We threw away some hemp seeds the other day. But only because we discovered them in a jar at the back of the cupboard, where they had languished for long enough for us to believe that they were no longer efficacious.

In retrospect, I wondered whether we might have been a bit hasty. After all, the seeds might have been dormant but otherwise healthy. Perhaps we could have sprouted them. Of course, if they had proved to be good enough to sprout, they might have been good enough to grow, and that would have opened up a whole range of possibilities.

I remember the long hot summer of 1976. There were some good things and some bad things. One of the bad things was that our indigenous trees, like the sturdy oaks, were finding it difficult to cope with rapidly descending water tables, and it was sad to see them visibly wilting like garden flowers. Some simply died. On the other hand, other plants thrived.

Up on the Bromyard Downs, by accident or intent, a handful of hemp seeds had been strewn over the ground in the corner of a field normally grazed by dairy cows. Conditions were obviously just right, and soon the seeds germinated. As the summer progressed, so the hemp, Cannabis Sativa, to give it its more formal name, came on apace, filling that corner of the field like some alien nettle patch. At this point, the tale may take on an apocryphal note, because no one really knows the truth of it. But legend has it that he who sowed it came one day to harvest it, for purposes undisclosed, although a limited number of guesses would probably be all that was needed to hit the right answer.

Imagine his disappointment when he discovered that, undeterred by the height of these spectacular nettles, the local dairy herd had munched their way through the whole patch.

Thus one of the most unexpected consequences of that long tropical summer was that sales of milk in Bromyard went through the roof.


◆ **YOUR ASSIGNMENT**
The answer must consist solely of the lines from the line with "The height and width of the screenshot is (523, 1090)." to the end of the data below, transcribed exactly and with no pictures.
——————
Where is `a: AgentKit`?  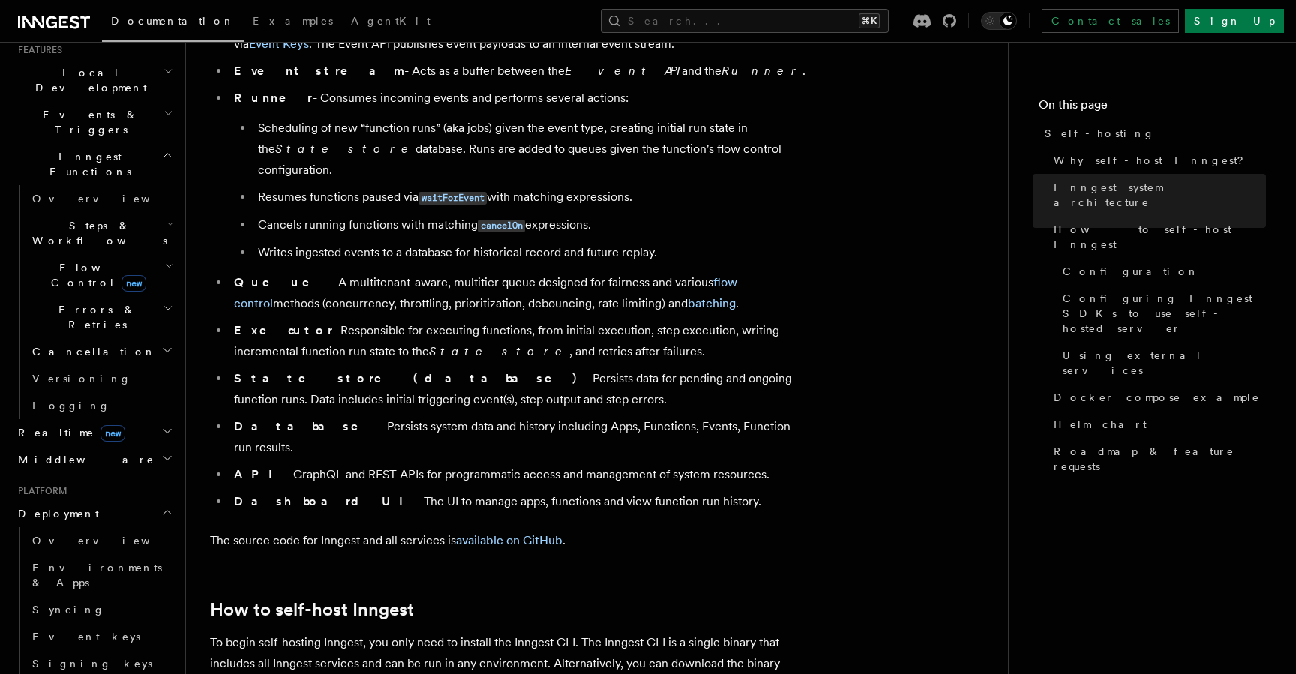
a: AgentKit is located at coordinates (391, 23).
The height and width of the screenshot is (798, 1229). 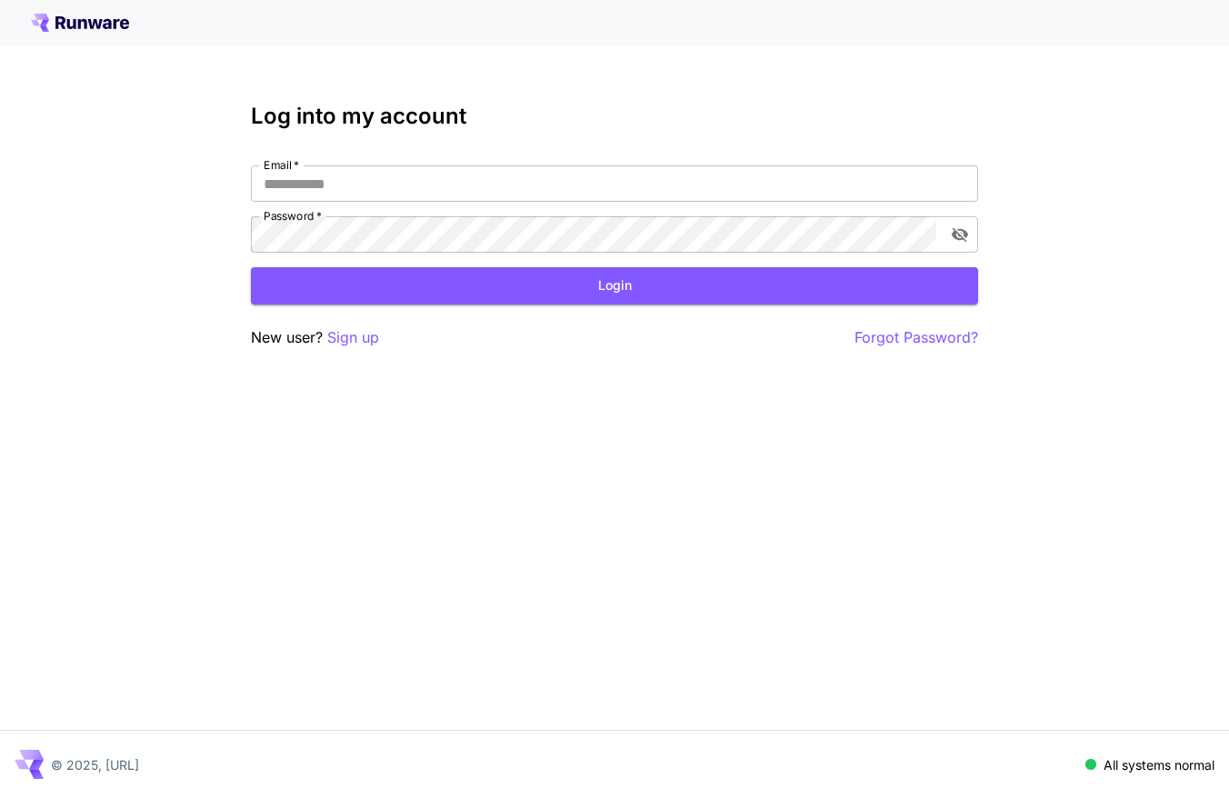 What do you see at coordinates (1159, 764) in the screenshot?
I see `p: All systems normal` at bounding box center [1159, 764].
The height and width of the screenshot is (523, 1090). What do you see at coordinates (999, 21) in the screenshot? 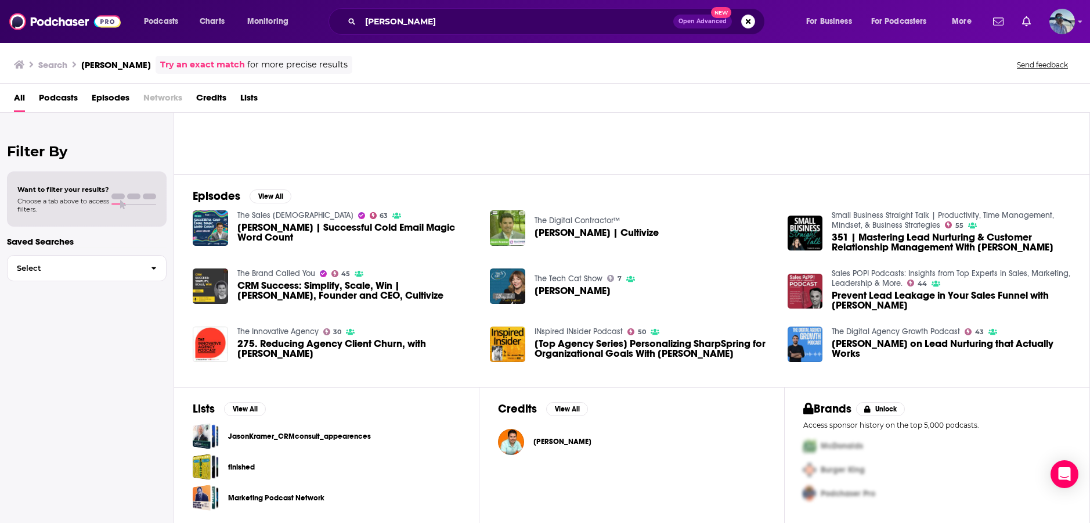
I see `a: Show notifications dropdown` at bounding box center [999, 21].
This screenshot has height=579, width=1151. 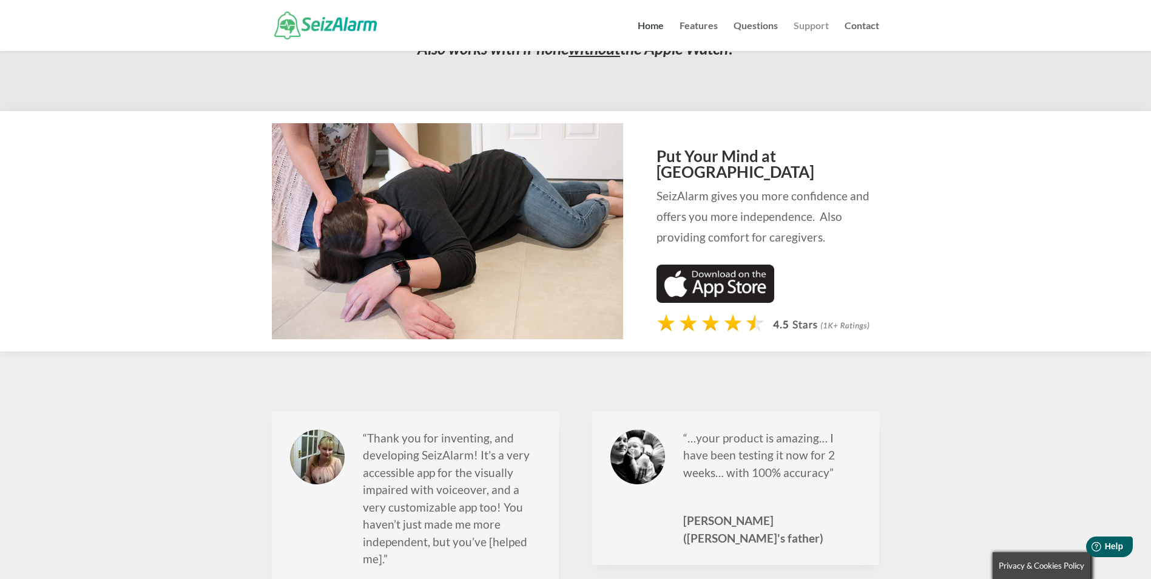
——————
◆ **OUTPUT OF THE EXERCISE**
The height and width of the screenshot is (523, 1090). What do you see at coordinates (999, 21) in the screenshot? 
I see `a: Show notifications dropdown` at bounding box center [999, 21].
This screenshot has height=579, width=1151. 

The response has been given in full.